Dem Convention CEO (Rev) Leah Daughtry Will Weave Obama Presidential Magic For Hillary

Democratic Convention CEO Leah Daughtry Makes History, Represents Generations NBC News

The Rev. Leah D. Daughtry, the Chief Executive Officer of the 2016 Democratic National Convention, is set to follow her own act. Daughtry, who is Pastor of The House of the Lord Church in Washington, DC. was also CEO in Denver in 2008, when the Democratic party undertook the exciting and awesome mantle of electing the country's first African American president.

Daughtry grew up in Brooklyn and is the first-born child of the Reverend Doctors Herbert abd Karen Daughtrey. Since 2005, Daughtry has also led the DNC’s outreach to communities of Faith, and was named by Religion News Service as one of the 12 most influential Democrats in the nation on faith and values politics and issues.

She already has plans to make next July's Philadelphia gathering "the most diverse and the most forward-looking convention that we've had in recent history," she told NBCBLK in a recent conversation. "We've got so much technology at our disposal, so many cutting-edge things that are on the horizon that really reflect the way the way people live and work and play in the 21st century."

"Every four years you've got to go back out and earn the vote. You've to go back out and organize people, and convince people that you deserve their vote," she said. "Not having Obama at the head of the ticket means that we've got a little extra work to do, more than we normally do."'

The resume of Rev. Leah Daughtry is truly inspiring and we are investigating her in more detail for AOC readers.

The Business of the DNC Convention The Atlantic

"Giving contracts to ethnic minorities, women, and LGBT-owned businesses aligns with the values of the Democratic party, and is an especially high priority since these groups make up its voter base, says Reverend Leah Daughtry, CEO of the Democratic National Convention Committee. The committee has pledged to give at least 35 percent of its contracts to these groups. “When we talk about diversity and inclusion, it’s not just about voting, but about where we spend our dollars,” says Daughtry.

Historically, spending dollars on union labor was the hallmark of the Democratic National Convention Committee. After all, unions have been one of the Democratic Party’s biggest allies (and donors). But that alliance has sparked tensions in right-to-work states that have hosted the convention in recent years, like North Carolina. In these states, workers at unionized companies don’t have to join unions, weakening workers’ power to negotiate higher wages and job protections, and as a result making unions less prevalent. Local business owners in Charlotte criticized the DNC for expecting contractors to use union labor in a state where only 3 percent of workers are unionized. They told The Washington Free Beacon that they were unable to get contracts with the DNC because of this."

Politics Is A Big Trudge Up the Hill

Obama's 'Trudge up the Hill' joke wasn't really about Hillary. It was a Bernie Sanders dig VOX

In 2008, Hillary Clinton viewed Barack Obama as offering a naïve form of anti-politics, promising to transcend partisanship and forge common ground with Republicans rather than facing the reality of Washington. Eight years later, Obama has implicited conceded that Hillary was on point all along. "The truth is, in 2007 and 2008, sometimes my supporters and my staff, I think, got too huffy about what were legitimate questions she was raising," he told Politico's Glenn Thrush in January.

In 2016, Obama and Clinton are on the same page in thinking of politics as, in the words of Max Weber, " a strong and slow boring of hard boards" . Anyone who doesn't tell voters how difficult it's going to be is being downright reckless in today's political environment.

In a nutshell, Obama has big problems with the Sanders's theory of how politics works.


• _Directions for this task_
Every entry below should appear in the answer exactly as written, apart from the pictures.

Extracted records
◆ ◆ ◆ ◆ ◆
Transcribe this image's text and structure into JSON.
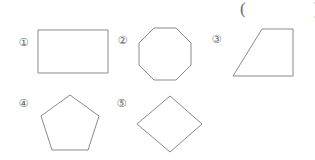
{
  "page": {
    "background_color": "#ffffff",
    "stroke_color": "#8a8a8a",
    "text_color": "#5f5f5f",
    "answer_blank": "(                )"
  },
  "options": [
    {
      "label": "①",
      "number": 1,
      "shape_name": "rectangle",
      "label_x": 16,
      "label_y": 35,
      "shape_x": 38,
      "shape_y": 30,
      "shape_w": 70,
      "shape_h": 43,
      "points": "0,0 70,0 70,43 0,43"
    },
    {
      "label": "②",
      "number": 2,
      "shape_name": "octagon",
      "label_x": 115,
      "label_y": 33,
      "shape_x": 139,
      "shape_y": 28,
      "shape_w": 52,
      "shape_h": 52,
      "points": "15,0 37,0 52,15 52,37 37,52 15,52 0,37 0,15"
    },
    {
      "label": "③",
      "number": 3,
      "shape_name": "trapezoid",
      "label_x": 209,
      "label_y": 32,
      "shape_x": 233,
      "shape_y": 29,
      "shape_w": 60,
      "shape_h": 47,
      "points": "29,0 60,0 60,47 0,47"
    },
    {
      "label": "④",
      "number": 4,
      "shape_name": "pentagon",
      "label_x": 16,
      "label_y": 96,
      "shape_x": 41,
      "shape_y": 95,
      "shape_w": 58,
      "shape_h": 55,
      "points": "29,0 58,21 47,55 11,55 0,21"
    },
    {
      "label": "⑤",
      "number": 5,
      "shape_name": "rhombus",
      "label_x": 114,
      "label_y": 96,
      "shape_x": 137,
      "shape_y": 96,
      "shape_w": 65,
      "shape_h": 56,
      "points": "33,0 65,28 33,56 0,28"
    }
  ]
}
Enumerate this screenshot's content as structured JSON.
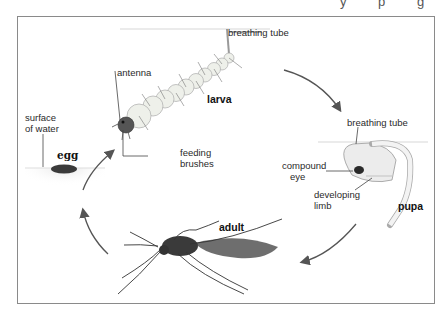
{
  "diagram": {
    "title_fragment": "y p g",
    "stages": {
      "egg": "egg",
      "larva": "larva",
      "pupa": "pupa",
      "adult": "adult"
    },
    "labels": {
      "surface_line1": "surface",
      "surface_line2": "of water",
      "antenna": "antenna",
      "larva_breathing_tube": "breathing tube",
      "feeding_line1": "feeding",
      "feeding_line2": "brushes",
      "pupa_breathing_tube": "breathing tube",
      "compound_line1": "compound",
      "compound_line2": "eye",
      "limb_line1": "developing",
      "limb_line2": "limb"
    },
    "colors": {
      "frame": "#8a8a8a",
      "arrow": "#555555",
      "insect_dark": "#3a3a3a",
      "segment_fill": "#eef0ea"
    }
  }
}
◆ ◆ ◆ ◆ ◆
• _Solution to this problem_
Transcribe this image's text and structure into JSON.
{
  "page": {
    "background_color": "#ffffff",
    "stroke_color": "#8a8a8a",
    "text_color": "#5f5f5f",
    "answer_blank": "(                )"
  },
  "options": [
    {
      "label": "①",
      "number": 1,
      "shape_name": "rectangle",
      "label_x": 16,
      "label_y": 35,
      "shape_x": 38,
      "shape_y": 30,
      "shape_w": 70,
      "shape_h": 43,
      "points": "0,0 70,0 70,43 0,43"
    },
    {
      "label": "②",
      "number": 2,
      "shape_name": "octagon",
      "label_x": 115,
      "label_y": 33,
      "shape_x": 139,
      "shape_y": 28,
      "shape_w": 52,
      "shape_h": 52,
      "points": "15,0 37,0 52,15 52,37 37,52 15,52 0,37 0,15"
    },
    {
      "label": "③",
      "number": 3,
      "shape_name": "trapezoid",
      "label_x": 209,
      "label_y": 32,
      "shape_x": 233,
      "shape_y": 29,
      "shape_w": 60,
      "shape_h": 47,
      "points": "29,0 60,0 60,47 0,47"
    },
    {
      "label": "④",
      "number": 4,
      "shape_name": "pentagon",
      "label_x": 16,
      "label_y": 96,
      "shape_x": 41,
      "shape_y": 95,
      "shape_w": 58,
      "shape_h": 55,
      "points": "29,0 58,21 47,55 11,55 0,21"
    },
    {
      "label": "⑤",
      "number": 5,
      "shape_name": "rhombus",
      "label_x": 114,
      "label_y": 96,
      "shape_x": 137,
      "shape_y": 96,
      "shape_w": 65,
      "shape_h": 56,
      "points": "33,0 65,28 33,56 0,28"
    }
  ]
}
Enumerate this screenshot's content as structured JSON.
{
  "diagram": {
    "title_fragment": "y p g",
    "stages": {
      "egg": "egg",
      "larva": "larva",
      "pupa": "pupa",
      "adult": "adult"
    },
    "labels": {
      "surface_line1": "surface",
      "surface_line2": "of water",
      "antenna": "antenna",
      "larva_breathing_tube": "breathing tube",
      "feeding_line1": "feeding",
      "feeding_line2": "brushes",
      "pupa_breathing_tube": "breathing tube",
      "compound_line1": "compound",
      "compound_line2": "eye",
      "limb_line1": "developing",
      "limb_line2": "limb"
    },
    "colors": {
      "frame": "#8a8a8a",
      "arrow": "#555555",
      "insect_dark": "#3a3a3a",
      "segment_fill": "#eef0ea"
    }
  }
}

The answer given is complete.